Jose Angel Perdomo-Castro appeals from the 48-month sentence imposed following his guilty-plea conviction for reentry after deportation, in violation of 8 U.S.C. § 1326. We have jurisdiction under 28 U.S.C. § 1291, and we affirm.

Perdomo-Castro contends that the district court erred by imposing a 16-level enhancement under U.S.S.G. § 2L1.2(b)(l)(A)(ii) for his 2005 Texas felony sexual assault conviction. The district court did not err in imposing the enhancement, as the indictment and Perdomo-Castro’s judicial confession in the Texas case clearly show that the conviction was for a sex offense perpetrated without the victim’s consent through “the use of physical force and violence.” See U.S.S.G. § 2L1.2 cmt. n. l(B)(iii) (forcible sex offense is a crime of violence); United States v. Espinoza-Morales, 621 F.3d 1141, 1149 (9th Cir. 2010) (prior conviction qualifies as a crime of violence if the “record of conviction shows the ... defendant necessarily *418 admitted all of the generic elements in a plea”) (internal quotations and footnote omitted).

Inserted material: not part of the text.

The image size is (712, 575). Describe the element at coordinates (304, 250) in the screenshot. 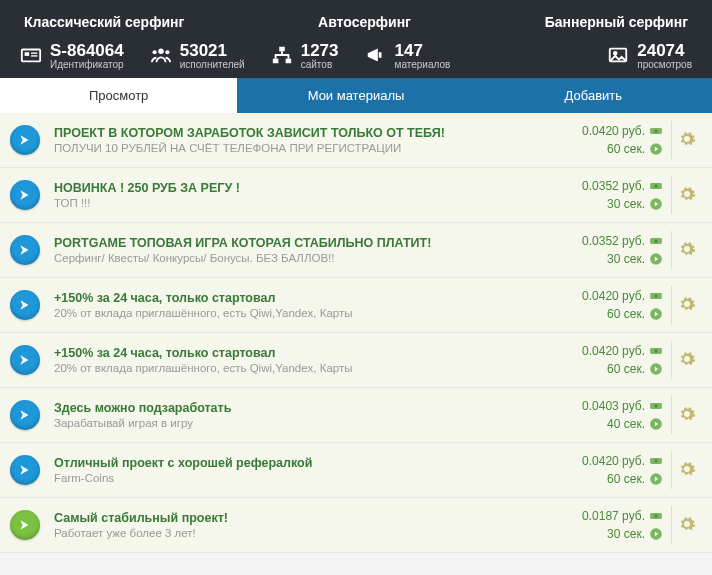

Perdomo-Castro also contends that the enhancement violates the constitutional proscription against ex post facto laws. He forfeited this argument by failing to raise it in his opening brief, and no exceptions to this rule apply. See Koemer v. Grigas, 328 F.3d 1039, 1048-49 (9th Cir. 2003).

AFFIRMED.

**

This disposition is not appropriate for publication and is not precedent except as provided by 9th Cir. R. 36-3.

Case-law data current through December 31, 2025. Source: CourtListener bulk data.